“Oh, I do wish I could make music out of that big thing!” she cried pointing to the cello.
“You have to be born to it,” replied Mr. Gilroy solemnly, sawing away with all his might. “It’s an easier matter to blow a tune through that—” he jerked his head in the direction of Mr. Mellitz’s gleaming trombone, whose huge tones fairly drowned out the voices of the other instruments. Mr. Mellitz, though he might have taken offense at the disparaging manner in which his colleague referred to his instrument, seemed not to have heard Mr. Gilroy’s remark. He sat behind the other three, directly under the window, staring fixedly down the shining tube of the trombone at his music;—a meager, melancholy looking man, little given to sociable conversation, with a tallow-colored face which just now was swollen out as he forced all the breath in his lean body into the mouthpiece.
“Why,” wondered Jane, “did he choose to play the trombone?”

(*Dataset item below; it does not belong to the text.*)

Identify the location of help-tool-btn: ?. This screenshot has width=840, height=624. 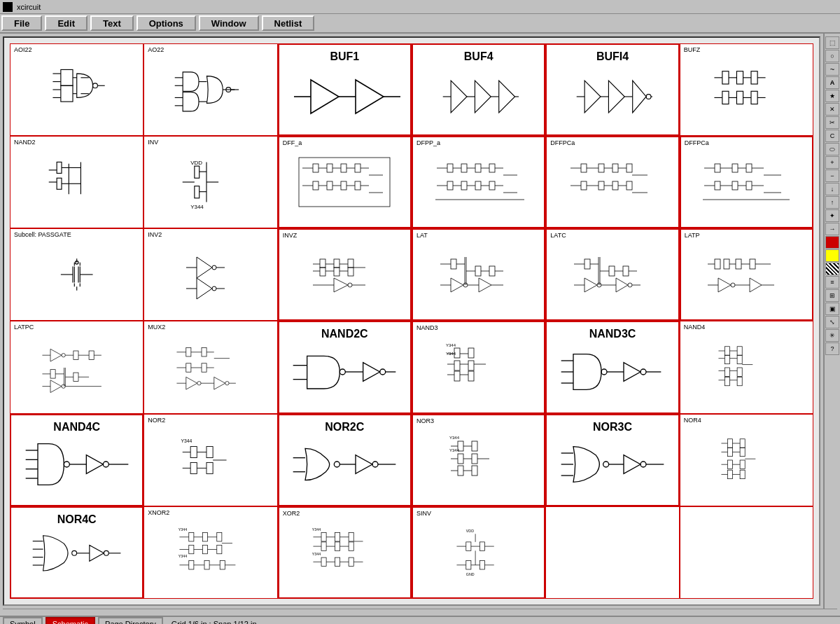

With her hands folded in her lap, she sat watching him fixedly, as he pushed his slide up and down. All around her people were dancing, eating, drinking, talking, laughing. People were leaving, people were coming—she was not thinking about them—she was not even thinking about solemn Mr. Mellitz nor of how Mr. Gilroy coaxed his deep, sweet tones out of the frayed strings of his old cello.
She was wondering where Paul was. The very gaiety of the family reunion made her feel the absence of the outcast all the more keenly. Her cheerful hope of his return had waned steadily during the past weeks. There was no news of him, although Mr. Lambert himself had tried to trace him. No, he was gone.

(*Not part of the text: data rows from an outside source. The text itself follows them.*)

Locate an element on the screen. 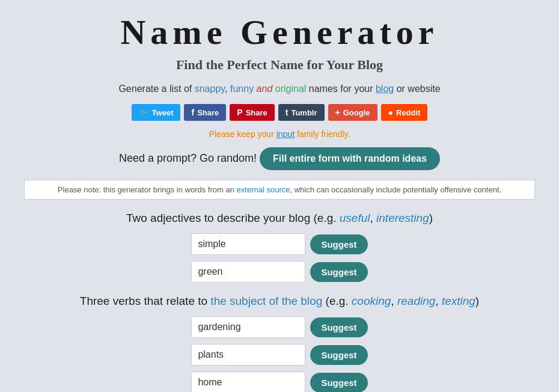 Image resolution: width=559 pixels, height=392 pixels. facebook-icon: f is located at coordinates (192, 112).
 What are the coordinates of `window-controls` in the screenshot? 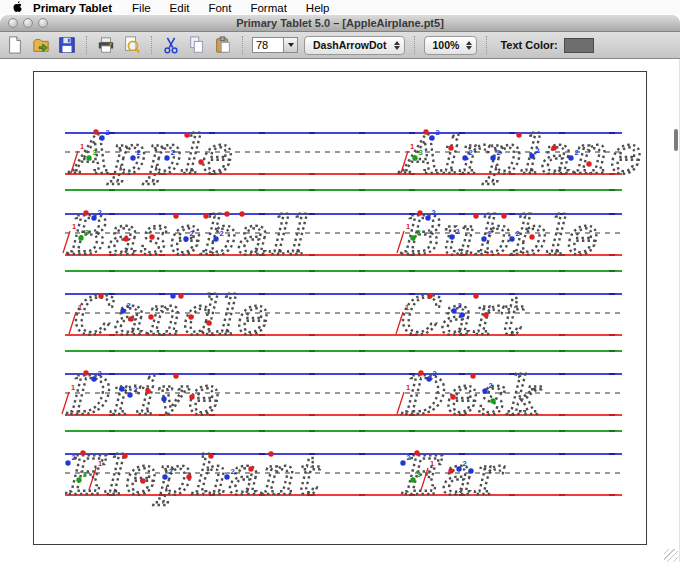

“Well, my lassie, if you watch us hard enough no doubt you’ll learn a thing or two about it,” remarked Mr. Gilroy, when the music came to a stop at the end of the dance, and the musicians mopped their perspiring faces. “Here, take this bow, since you’re so curious, and have a try at it, while I breathe easy a moment or two.” He put the neck of his cello into her hand, and showed her how to press her fingers on the strings.
“Now, just take the bow so—like this, see? That’s better—and bite the string with it—”
Jane laughingly tried to do as she was told, but the sound that the instrument emitted under her touch showed only too plainly that sweetly as it could sing under the fingers of Mr. Gilroy it had a very different temper for rash amateurs.
As she looked up, laughing, into the old man’s face, she suddenly caught her breath in a gasp. Through the window, just behind the long head of Mr. Mellitz, it seemed to her that she had seen a face—though the next moment it had disappeared.
“What is it?” inquired Mr. Gilroy, noticing her frightened expression. “Aren’t seeing ghosts are ye?” he added jocosely.